By Courtney Dentch
Now Blake is organizing a petition drive, demanding the Long Island Rail Road change its policy to allow conductors to waive the fee in such cases.
“This is not the first time this has happened to me,” he said. “I don't feel I should be continually penalized because of the equipment failure of the Long Island Rail Road.”
Blake, a counselor at the Borough of Manhattan Community College, was heading to work about 10 a.m. on May 13 via the LIRR, he said. When he arrived at the Laurelton station, on 141st Road between 224th and 225th streets, he found the ticket vending machine was out of order, he said.
The machine was reported down about 8:49 a.m. and it was restored about noon, said Sam Zambuto, a spokesman for the LIRR.
Blake and about 12 others hoping to buy tickets boarded the train empty-handed and explained the situation to the conductor. But the conductor told them he was bound by policy to impose the $3 surcharge for paying the fare on the train, Blake said.
“I had to change trains at Jamaica, and I said I was willing to go to Jamaica, go to a ticket window and buy a full fare ticket, but he said no,” Blake said, referring to the conductor.
Blake also appealed unsuccessfully to the conductor's supervisor, he said.
When the train pulled into the Jamaica station, it was met by Metropolitan Transportation Authority police who detained Blake and the train until he paid the ticket price plus the $3 surcharge, he said.
“They wouldn't let the Brooklyn train leave until I paid, so I was holding up all the trains,” he said, referring to the train he had boarded at Laurelton.
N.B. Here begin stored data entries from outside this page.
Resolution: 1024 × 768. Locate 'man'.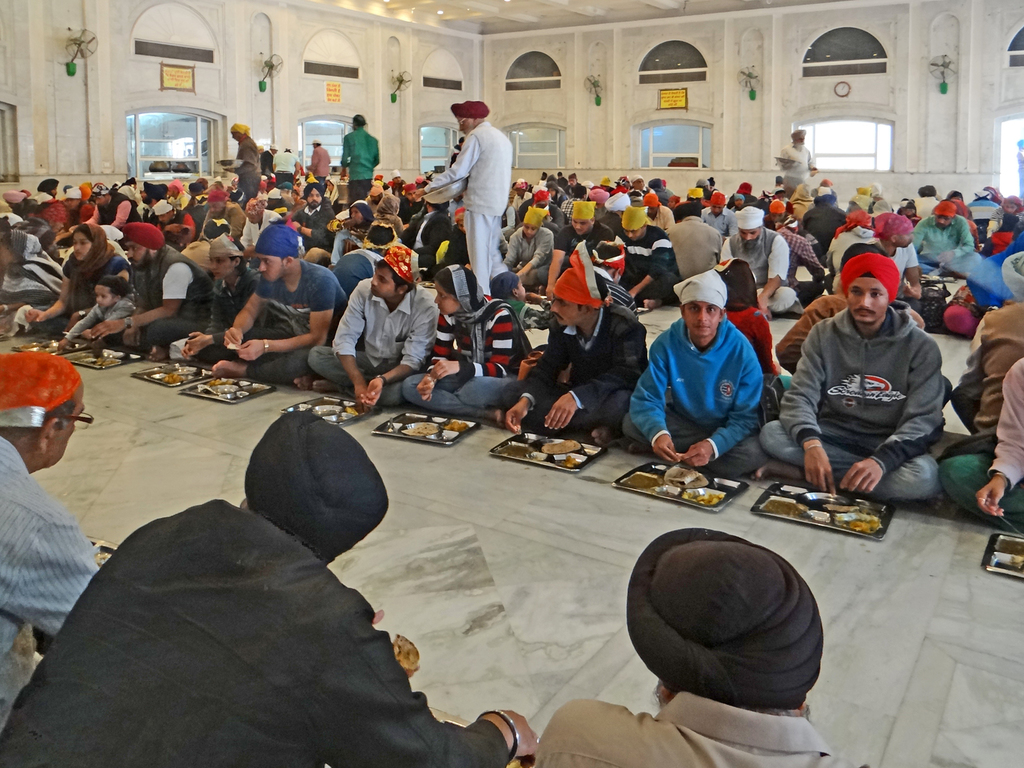
(664,200,729,284).
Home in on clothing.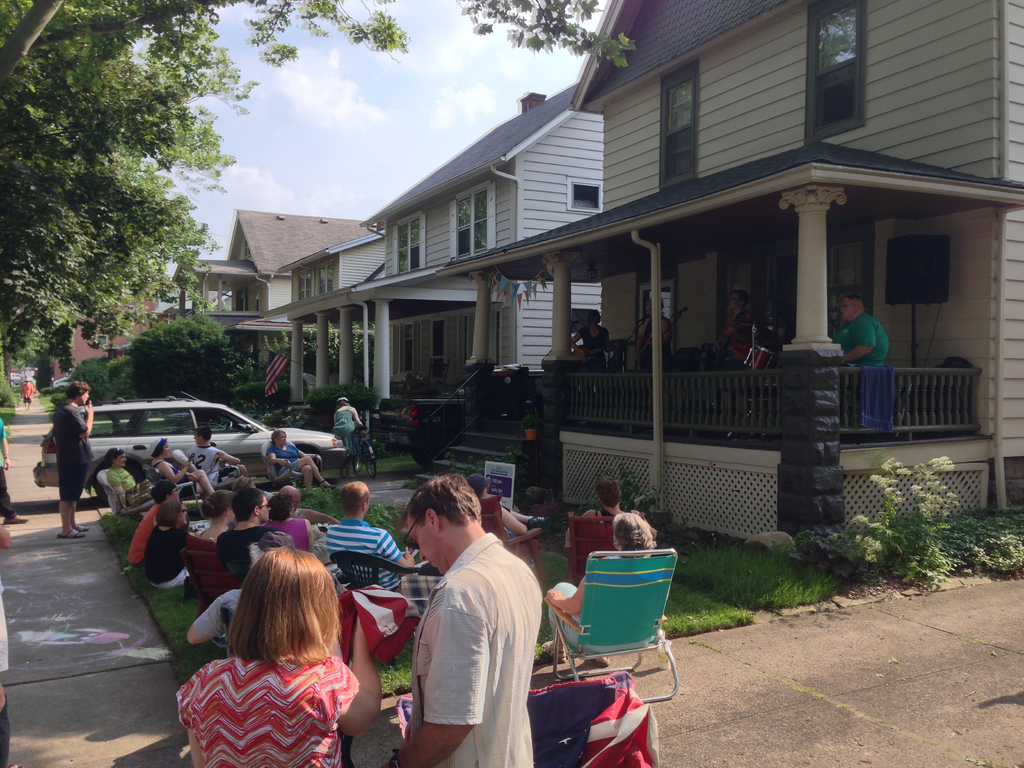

The LIRR does refund the $3 fee to passengers who pay the surcharge even though there was no way for them to buy tickets off the train, but the riders must call the railroad, get a form and send it back, Zambuto said.
“What is normally done if a machine is not operating, the customer does have to pay the on-board fare and then submit for a refund so that the records on the machine can be checked,” he said.
While Blake has said this has happened to him and others he spoke with many times before, Zambuto said the machines are reliable 96 percent of the time. Of the 4 percent of the time the machines are malfunctioning, most of them can vend tickets in some capacity – by only accepting credit cards or exact change, for example, and only 1 percent go down completely, he said.
But Blake is pushing for the LIRR to change its policy and give conductors discretion over imposing the surcharge, he said. He would also like to see an additional machine at the Laurelton station to serve as a backup to the existing one, or a ticket counter with a human teller, he said.
“We have to deal with this as a community,” he said. “This not only affects Laurelton, it also affects any station where there's only one machine. This is not something we can just let happen.”